Catalogue > Un extrait vidéo au hasard

Po-chih Huang

Heaven on Fourth

Installation vidéo | 4k | couleur | 30:42 | Taiwan, USA | 2019

This is the video version of Heaven on Fourth. At “Performa 19” Huang Po-Chih used a non-realistic method to interpret an incident that occurred in the Chinese community of Flushing, New York. Heaven on Fourth took place in six performances, three performances per week. The work was expressed through a variety of forms, including installation, text and live performance. He hired actors, writers, bartenders and a masseuse to reconstruct the incident. The entire performance was based on the story of the Chinese woman Song Yang, an undocumented immigrant who engaged in erotic massage: To avoid being arrested by the police for prostitution again, she leapt from her rented fourth-floor apartment and landed heavily on a street lined with restaurants and erotic massage parlors in Flushing, New York. The title of the work (Heaven on Fourth) alludes to this incident, as well as the name of a massage parlor that was later established in the same apartment. Through this title, he directly explored the many contradictions in society today. Heaven on Fourth was not a typical performance. It defied specific categorization, because it had no script, only five texts. Within this structure, Huang Po-Chih and the four writers used words to open up an ambiguous space that accommodated any plot, any imagining or information, enabling an open-ended examination and review of the life of an inconspicuous character, and telling a story of “human fate at its lowest state.” During the process of performance, the actors read the text in a calm and gentle tone, and at each pause in the recitation, the bartender at the bar invited the audience to taste the cocktails. A massage bed was set up above the bar, and an actor randomly asked audience members if they would like to go upstairs for a massage. In this private mezzanine space, the hired masseuse massaged participants silently, while an actor recited the text softly in their ear. For Huang Po-Chih, the purpose of re-editing the incident with texts rather than a script was to provoke a direct reaction from spectators. However, such a manipulation had the potential to alter the real world. The artist did this deliberately in order to create a socially conscious “artwork.” However, works of art differ from acts of social activism, with their appeal to ideas and attitudes of skepticism. The use of an artistic vocabulary makes it easier for the audience to become engaged with a certain scenario.

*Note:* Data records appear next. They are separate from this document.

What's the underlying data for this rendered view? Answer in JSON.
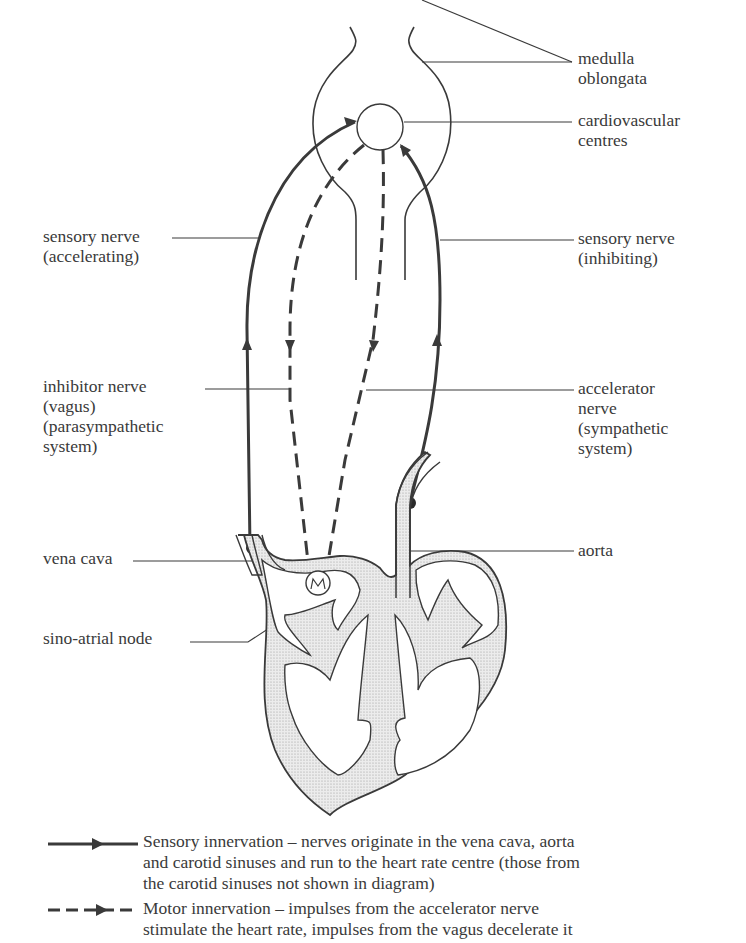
{
  "labels": {
    "medulla": [
      "medulla",
      "oblongata"
    ],
    "cardiovascular_centres": [
      "cardiovascular",
      "centres"
    ],
    "sensory_accelerating": [
      "sensory nerve",
      "(accelerating)"
    ],
    "sensory_inhibiting": [
      "sensory nerve",
      "(inhibiting)"
    ],
    "inhibitor_nerve": [
      "inhibitor nerve",
      "(vagus)",
      "(parasympathetic",
      "system)"
    ],
    "accelerator_nerve": [
      "accelerator",
      "nerve",
      "(sympathetic",
      "system)"
    ],
    "vena_cava": [
      "vena cava"
    ],
    "aorta": [
      "aorta"
    ],
    "sino_atrial_node": [
      "sino-atrial node"
    ]
  },
  "legend": {
    "sensory": {
      "line_style": "solid-arrow",
      "lines": [
        "Sensory innervation – nerves originate in the vena cava, aorta",
        "and carotid sinuses and run to the heart rate centre (those from",
        "the carotid sinuses not shown in diagram)"
      ]
    },
    "motor": {
      "line_style": "dashed-arrow",
      "lines": [
        "Motor innervation – impulses from the accelerator nerve",
        "stimulate the heart rate, impulses from the vagus decelerate it"
      ]
    }
  },
  "colors": {
    "ink": "#3a3a3a",
    "tissue_fill": "#e2e2e2",
    "background": "#ffffff"
  }
}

Huang Po-Chih (1980 born in Taoyuan, lives and works in Taipei, Taiwan) completed his studies at the Taipei National University of the Arts in Taiwan in 2011. His diverse artistic practice revolves around the circumstances and history of his family which enable him to involve in issues like agriculture, manufacturing, production, consumption, etc. Since 2013, exhibitions of his continuous art project "Five Hundred Lemon Trees" have been transformed into a crowd-funding platform allowing the appropriation of artistic resources for developing an agricultural brand, activating fallow farmland, and growing lemon trees for lemon liquor. On the other hand, the project has connected his family members, local farmers, and consumers to make a new social relationship possible. In the same year, he published his first collection of essays "Blue Skin: My Mother’s Story", the story about his mother. In a way, such a brief account of personal history can somehow reflect Taiwan's agricultural economic reform and social change over the past fifty years, which is essentially, a micro-level of observing his own family history and society as a whole in Taiwan. Huang Po-Chin received the grand prize of the Taipei Arts Award in 2013, was nominated HUGO BOSS Asia arts Award in 2015, and received Prudential Eye Awards in 2016. Huang participated in Taipei Biennale in 2014 and 2016 and has been exhibited internationally including the 8th Shenzhen Sculpture Biennale in China in 2014, Performa 19 in New York in 2019, Busan Biennale in Korea in 2020, also many group exhibitions in museums, e.g., the National Museum of Modern and Contemporary Art (MMCA) in Seoul, the Rockbund Art Museum in Shanghai, CHAT in Hong Kong, the Museum moderner Kunst Stiftung Ludwig Wie (mumok) in Vienna.